How Black Women Entrepreneurs Are Finally Breaking Through the Tech Glass Ceiling

Impact

When co-founders Candace Mitchell and Chanel Martin decided that they wanted to create a company that catered to hair care for African-Americans, they had no idea how challenging it was going to be to explain to investors “why hair is so important for black women.”

Why is this so difficult for investors to understand? Simple. Because most investors are middle-aged, white men who have no idea that there's even a black hair care market out there worth $684 million that's waiting to be tapped into.

That's exactly the kind of thinking that Mitchell and Martin's startup Techturized was up against.

The co-founders said that the investors they met mostly "applied their funding based on pattern matching," meaning "they look for a pattern of success for their business model" and young, white men typically fit that pattern, said Mitchell.

Statistics prove that this kind of thinking exists. In the first half of 2010, out of all venture capitalist-backed startups, only 8% were women-owned and, even more startling, only 1% were black-owned. Despite this, reports show that African American women are now among the fastest-growing entrepreneurial segments in America with a rate of nearly 200% from 1997 to 2007.  

Both Mitchell and Martin knew they were going to have to work harder and smarter than the young, white men running most small businesses in America. So they did. 

The women entrepreneurs pooled their own savings to get their business off the ground while juggling full-time jobs and taking meetings during lunch breaks and after-hours. During this time, the two said that they made it a point to network and be as visible as possible.

Their relentless pushing paid off and the two women eventually got the funding they needed, relying mostly on investments from their own communities. In 2012, they received $35,000 in funding, a shared office space and feedback from a slew of successful entrepreneurs and mentors, from Flashpoint, a startup accelerator program based at their alma mater, Georgia Institute of Technology.

The next year, Techturized won the 2013 Blacks in Technology (BiT) Pitch Competition at SXSW and the 2013 TAG Business Launch competition, which gave them around $50,000 in cash and more than $100,000 in donated services.

After going through this experience, Mitchell and Martin advise minority women entrepreneurs to save their money, anticipate challenges in majority-dominated sectors, and be willing to learn and grow with their companies.

“When you go and look at the Facebooks and Twitters and Snapchats … they romanticize it, they make you think that you will come up with an app and then sell it instantly for a million dollars," said the founders. "It doesn’t happen like that for everybody. You can take your time, and make sure that whatever it is that you are doing is the best that it can possibly be.”

Whatever they'll face in the future, Mitchell and Martin are excited about their journey. Techturized recently launched an app called Myavana, which will provide a social networking platform for users to share and gain insight on black hair care products.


▸ Exercise details
With no images included, output each entry below exactly as it appears.

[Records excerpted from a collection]
···
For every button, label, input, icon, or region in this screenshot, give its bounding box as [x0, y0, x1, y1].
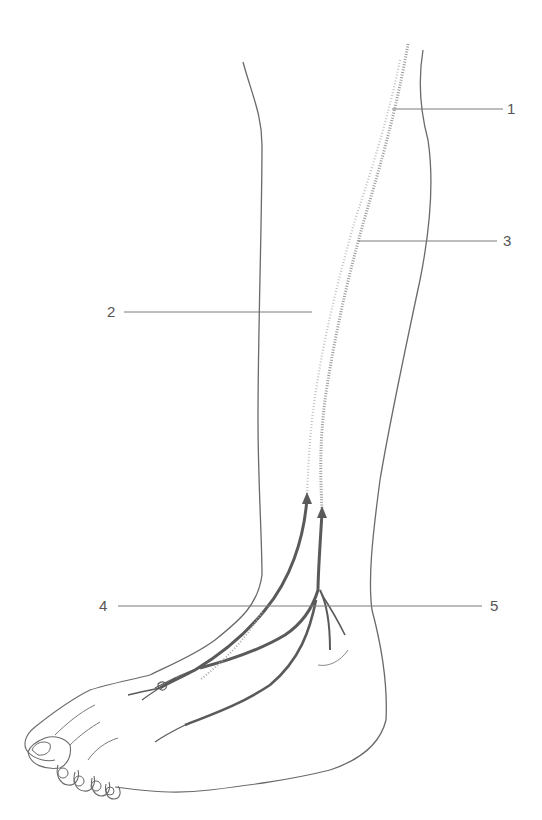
toe-crease-3: [88, 738, 118, 760]
toe-4-nail: [91, 781, 101, 791]
label-5: 5: [490, 598, 498, 613]
toe-crease-2: [70, 722, 100, 745]
label-4: 4: [99, 598, 107, 613]
toe-2-nail: [58, 768, 68, 778]
big-toe: [28, 737, 71, 769]
nerve-branch-ankle-b: [322, 595, 345, 635]
nerve-twig-4: [155, 725, 185, 742]
nerve-arrow-medial: [302, 492, 312, 504]
lateral-malleolus: [318, 650, 348, 665]
nerve-dotted-anterior: [321, 44, 408, 510]
toe-5: [105, 784, 120, 799]
label-3: 3: [503, 233, 511, 248]
leg-foot-nerve-diagram: [0, 0, 542, 820]
nerve-twig-2: [142, 678, 175, 700]
foot-outline: [25, 675, 150, 761]
foot-sole-outline: [115, 770, 330, 792]
leg-outline-posterior: [150, 62, 262, 675]
label-2: 2: [107, 304, 115, 319]
label-1: 1: [507, 101, 515, 116]
nerve-twig-1: [128, 688, 160, 695]
toe-3-nail: [74, 776, 84, 786]
nerve-arrow-lateral: [317, 506, 327, 518]
toe-crease-1: [55, 705, 95, 735]
leg-outline-anterior: [330, 50, 431, 770]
···
▸ Reply
For every button, label, input, icon, or region in this screenshot, give its bounding box as [x0, y0, x1, y1].
toe-crease-3: [88, 738, 118, 760]
toe-4-nail: [91, 781, 101, 791]
label-5: 5: [490, 598, 498, 613]
toe-crease-2: [70, 722, 100, 745]
label-4: 4: [99, 598, 107, 613]
toe-2-nail: [58, 768, 68, 778]
big-toe: [28, 737, 71, 769]
nerve-branch-ankle-b: [322, 595, 345, 635]
nerve-twig-4: [155, 725, 185, 742]
nerve-arrow-medial: [302, 492, 312, 504]
lateral-malleolus: [318, 650, 348, 665]
nerve-dotted-anterior: [321, 44, 408, 510]
toe-5: [105, 784, 120, 799]
label-3: 3: [503, 233, 511, 248]
leg-foot-nerve-diagram: [0, 0, 542, 820]
nerve-twig-2: [142, 678, 175, 700]
foot-outline: [25, 675, 150, 761]
foot-sole-outline: [115, 770, 330, 792]
leg-outline-posterior: [150, 62, 262, 675]
label-2: 2: [107, 304, 115, 319]
label-1: 1: [507, 101, 515, 116]
nerve-twig-1: [128, 688, 160, 695]
toe-3-nail: [74, 776, 84, 786]
nerve-arrow-lateral: [317, 506, 327, 518]
toe-crease-1: [55, 705, 95, 735]
leg-outline-anterior: [330, 50, 431, 770]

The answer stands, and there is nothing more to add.